The case of a Worcestershire pig farmer who got away with murder for nearly 40 years after concealing his wife’s body in a septic tank had links to Droitwich.

David Venables, aged 89, was jailed for life in 2022 following the discovery three years earlier of his wife Brenda’s remains in the underground chamber. Brenda had disappeared from the Kempsey home they shared in 1982. 

The prosecution alleged Venables wanted his wife gone after rekindling an affair with his mother’s former carer, fellow Kempsey villager Lorraine Styles.

​Venables told Worcester Crown Court he fell for “good-looking” Brenda over “sandwiches and trifle” at Droitwich’s Winter Gardens, during a Worcester and Kidderminster Young Farmers social in 1957, when he was 25 and she was 23.

Brenda lived in Rushock, between Droitwich and Kidderminster, and Venables said he would stop in “for breakfast” on the way home from 4am trips taking produce to a Birmingham market.

The couple were married on June 1, 1960 at St Michael’s Church in the village. They moved into Quaking House Farm, Kempsey, eight months later.

Lorraine Styles died in 2017 but in a statement to police in 1984, which was read to jurors at the trial, she admitted her affair with Venables had lasted 14 years, from the late 1960s until 1982.

Lorraine later moved to Droitwich and remained in contact with Venables virtually up to her death.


== TASK DESCRIPTION ==
Whenever a line of the records below contains the word "progress", copy that line.

== PROVIDED ENTRIES ==
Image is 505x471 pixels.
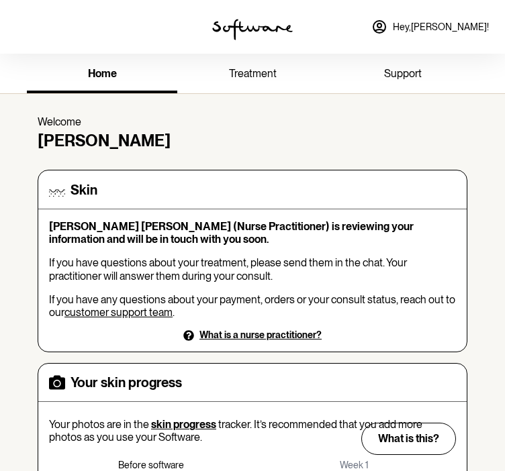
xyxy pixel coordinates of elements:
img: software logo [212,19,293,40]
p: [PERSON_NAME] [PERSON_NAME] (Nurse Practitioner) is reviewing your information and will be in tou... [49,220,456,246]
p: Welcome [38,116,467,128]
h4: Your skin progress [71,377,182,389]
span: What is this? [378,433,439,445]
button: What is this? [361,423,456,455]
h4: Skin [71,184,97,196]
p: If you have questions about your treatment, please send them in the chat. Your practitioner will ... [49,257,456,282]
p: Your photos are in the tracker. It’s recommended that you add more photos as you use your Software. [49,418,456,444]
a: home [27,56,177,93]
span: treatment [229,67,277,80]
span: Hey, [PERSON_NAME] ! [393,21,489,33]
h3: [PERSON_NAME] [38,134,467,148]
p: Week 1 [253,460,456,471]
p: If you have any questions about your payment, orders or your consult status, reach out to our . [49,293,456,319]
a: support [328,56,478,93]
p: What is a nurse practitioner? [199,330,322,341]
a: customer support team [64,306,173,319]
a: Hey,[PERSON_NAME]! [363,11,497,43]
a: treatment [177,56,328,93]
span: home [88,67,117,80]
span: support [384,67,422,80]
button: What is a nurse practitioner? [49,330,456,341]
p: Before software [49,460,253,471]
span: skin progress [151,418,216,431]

== YOUR SOLUTION ==
h4: Your skin progress [71,377,182,389]
span: skin progress [151,418,216,431]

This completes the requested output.